What really happens within those pop-up medical tents on the sideline when an NFL player goes inside to be checked for concussion?
With the process hidden from view like a senate intelligence committee meeting, we can only imagine. And right now, none of those imaginings treat the league kindly.
Judging by some recent incidents, I’m guessing the examination questions must go something like:
“OK, count to one.”
“Now, count to one, backwards.”
“Who’s buried in Grant’s Tomb?”
“Follow my finger. No, no, my finger. The one over here. Your left. Your other left. Now, stare blankly. Good.”
“Soon as you stop drooling, you’re good to go.”
The league’s concussion protocol needs to be in concussion protocol. It is dazed and confused and has shown itself unreliable and untrustworthy.
“A fraud,” Chris Nowinski called it via tweet. He is the co-founder and CEO of the Massachusetts-based Concussion Legacy Foundation. Not a fan.
Houston quarterback Tom Savage most recently was let down by a system that professes to treat his health and his long-term ability to perform simple tasks as a top priority. Blasted by San Francisco’s Elvis Dumervil on Sunday, Savage lay stunned on the ground, his arms twitching beyond his control. It was a sight that would unsettle a hardened MMA ref. Everybody in the building had to know that Savage was in trouble. Everybody except the Texans’ training staff.
If he were a boxer, his day would have been surely done.
But he is a professional football player, and a quarterback, to boot. Too valuable to take the TKO.
They took Savage into the tent of seclusion, did their obviously inadequate checkup and sent him back into the fray.
Had Savage not thrown his first pass with the suspect accuracy of a North Korean missile, missing his target high by relative miles, who knows how long he would have remained in the game? His performance seemed to be the only test that mattered, and that, he failed. The Texans reeled him back in and decided upon further review that his eggs were indeed scrambled.
The NFL is investigating.
The coach is using the fog of football as his defense (actually, the medical and training staff should be more on the hook for this than the distracted head coach).

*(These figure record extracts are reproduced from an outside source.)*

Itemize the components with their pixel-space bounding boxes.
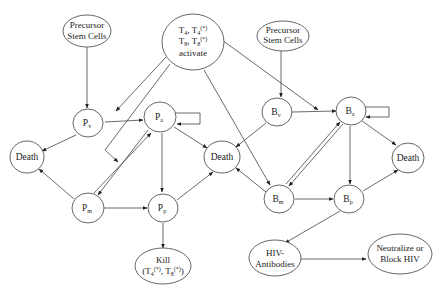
node-label-line2: Stem Cells bbox=[263, 35, 303, 45]
node-label-line1: Precursor bbox=[266, 25, 301, 35]
node-b-activated: Ba bbox=[336, 97, 366, 125]
svg-text:Death: Death bbox=[397, 153, 420, 163]
node-label-line2: Stem Cells bbox=[67, 31, 107, 41]
edge-ba-to-bm bbox=[289, 124, 343, 186]
edge-pm-to-death-left bbox=[39, 169, 74, 199]
edge-bp-to-death-right bbox=[363, 170, 398, 191]
node-b-plasma: Bp bbox=[334, 185, 364, 213]
edge-bv-to-ba bbox=[292, 111, 336, 112]
edge-bp-to-antibodies bbox=[285, 211, 340, 243]
node-hiv-antibodies: HIV- Antibodies bbox=[249, 240, 301, 276]
node-t-cells-activate: T4, T4(*) T8, T8(*) activate bbox=[162, 14, 224, 70]
node-death-right: Death bbox=[392, 143, 424, 173]
immune-flow-diagram: Precursor Stem Cells T4, T4(*) T8, T8(*)… bbox=[0, 0, 442, 290]
edge-pm-to-pa bbox=[94, 133, 151, 193]
node-label-line2: Antibodies bbox=[255, 259, 295, 269]
node-b-memory: Bm bbox=[264, 185, 294, 213]
edge-pv-to-pa bbox=[105, 120, 143, 122]
node-precursor-stem-cells-left: Precursor Stem Cells bbox=[63, 15, 111, 47]
node-p-plasma: Pp bbox=[148, 194, 178, 222]
edge-pa-to-death-center bbox=[174, 127, 207, 148]
edge-ba-self-loop bbox=[365, 107, 389, 117]
node-b-virgin: Bv bbox=[262, 98, 292, 126]
node-death-center: Death bbox=[204, 141, 240, 173]
edge-pp-to-death-center bbox=[177, 172, 213, 200]
node-p-activated: Pa bbox=[144, 102, 176, 132]
edge-ba-to-death-right bbox=[362, 121, 396, 145]
node-p-virgin: Pv bbox=[73, 109, 103, 137]
edge-bm-to-ba bbox=[286, 122, 340, 184]
svg-text:Death: Death bbox=[16, 152, 39, 162]
node-label-line1: HIV- bbox=[266, 248, 284, 258]
node-label-line1: Kill bbox=[156, 255, 171, 265]
node-label-line3: activate bbox=[179, 48, 207, 58]
node-label-line1: Neutralize or bbox=[376, 243, 423, 253]
node-kill: Kill (T4(*), T8(*)) bbox=[135, 248, 191, 284]
edge-pv-to-death-left bbox=[42, 135, 76, 151]
svg-text:Death: Death bbox=[211, 152, 234, 162]
edge-pa-self-loop bbox=[175, 113, 200, 124]
edge-bv-to-death-center bbox=[236, 123, 266, 147]
node-label-line1: Precursor bbox=[70, 20, 105, 30]
node-p-memory: Pm bbox=[72, 193, 104, 223]
edge-bm-to-death-center bbox=[236, 168, 266, 192]
node-death-left: Death bbox=[10, 141, 44, 173]
node-label-line2: Block HIV bbox=[380, 254, 420, 264]
node-precursor-stem-cells-right: Precursor Stem Cells bbox=[257, 21, 309, 51]
node-neutralize-block-hiv: Neutralize or Block HIV bbox=[368, 234, 432, 274]
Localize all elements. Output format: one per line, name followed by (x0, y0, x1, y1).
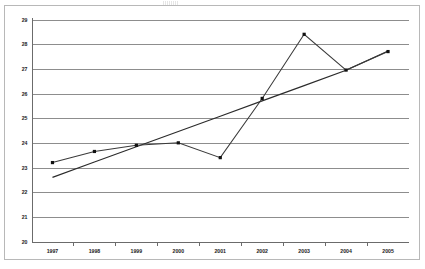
data-point-markers (51, 33, 390, 164)
x-tick-label: 2004 (340, 248, 352, 254)
data-point-marker (344, 68, 347, 71)
data-point-marker (177, 141, 180, 144)
y-tick-label: 28 (22, 41, 28, 47)
plot-area: 20212223242526272829 1997199819992000200… (0, 0, 425, 269)
y-tick-label: 20 (22, 239, 28, 245)
data-point-marker (135, 144, 138, 147)
x-tick-label: 1997 (47, 248, 59, 254)
x-tick-label: 2003 (298, 248, 310, 254)
data-point-marker (51, 161, 54, 164)
y-tick-label: 24 (22, 140, 28, 146)
y-axis-tick-labels: 20212223242526272829 (22, 17, 28, 245)
x-tick-label: 2005 (382, 248, 394, 254)
y-tick-label: 22 (22, 189, 28, 195)
gridlines-group (32, 21, 410, 218)
y-tick-label: 27 (22, 66, 28, 72)
y-tick-label: 26 (22, 91, 28, 97)
data-point-marker (261, 97, 264, 100)
x-tick-label: 2002 (256, 248, 268, 254)
y-tick-label: 21 (22, 214, 28, 220)
chart-screenshot: 20212223242526272829 1997199819992000200… (0, 0, 425, 269)
x-axis-tick-labels: 199719981999200020012002200320042005 (47, 248, 394, 254)
data-point-marker (219, 156, 222, 159)
x-tick-label: 2001 (214, 248, 226, 254)
x-tick-label: 1998 (89, 248, 101, 254)
data-point-marker (386, 50, 389, 53)
x-tick-label: 2000 (173, 248, 185, 254)
data-point-marker (303, 33, 306, 36)
x-axis-line-and-ticks (33, 243, 410, 246)
y-tick-label: 29 (22, 17, 28, 23)
x-tick-label: 1999 (131, 248, 143, 254)
data-point-marker (93, 150, 96, 153)
line-chart-svg: 20212223242526272829 1997199819992000200… (0, 0, 425, 269)
y-tick-label: 25 (22, 115, 28, 121)
y-tick-label: 23 (22, 165, 28, 171)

Saying he didn’t see the replay of the hit, Texans coach Bill O’Brien added, “With benefit of the video, I never would have allowed the player back in the game, and I don't think (trainer) Geoff Kaplan would have let Tom back in the game.”
The player, having been failed by those who are supposed to be the clear-headed ones, the ones who override his instincts to play through an injury, is doing fine, so Savage tweeted. “Even though I cannot speak to media due to the protocol, I will say this, nobody cares more about his players than OB (O’Brien),” he typed.
We have seen multiple instances this season of quarterbacks taking jarring hits, showing immediate signs of head trauma, given a quick once over in the M.A.S.H. tent and pointed back toward the field.
Colts quarterback Jacoby Brissett returned to a November game after taking a hit that left him reaching for his head as he lay in the ground.
In another game last month, Seattle’s Russell Wilson was struck in the chin by a helmet, popped into the examination tent, popped back out before the flap even closed and went back to the huddle after missing but one play. Only at the end of the Seahawks’ possession did he go in for any kind of actual exam. He then continued to play.
In-game triage may not be an exact science. But if the most drunken lout in the end zone can look at the replay board and slur a diagnosis – “I think that guy could be messed up” – then the experts should be able to get this more right.
Nowinski, the concussion expert, was more blunt.
“I would not let my worst enemy go through the 2017 NFL sideline concussion protocol,” he wrote.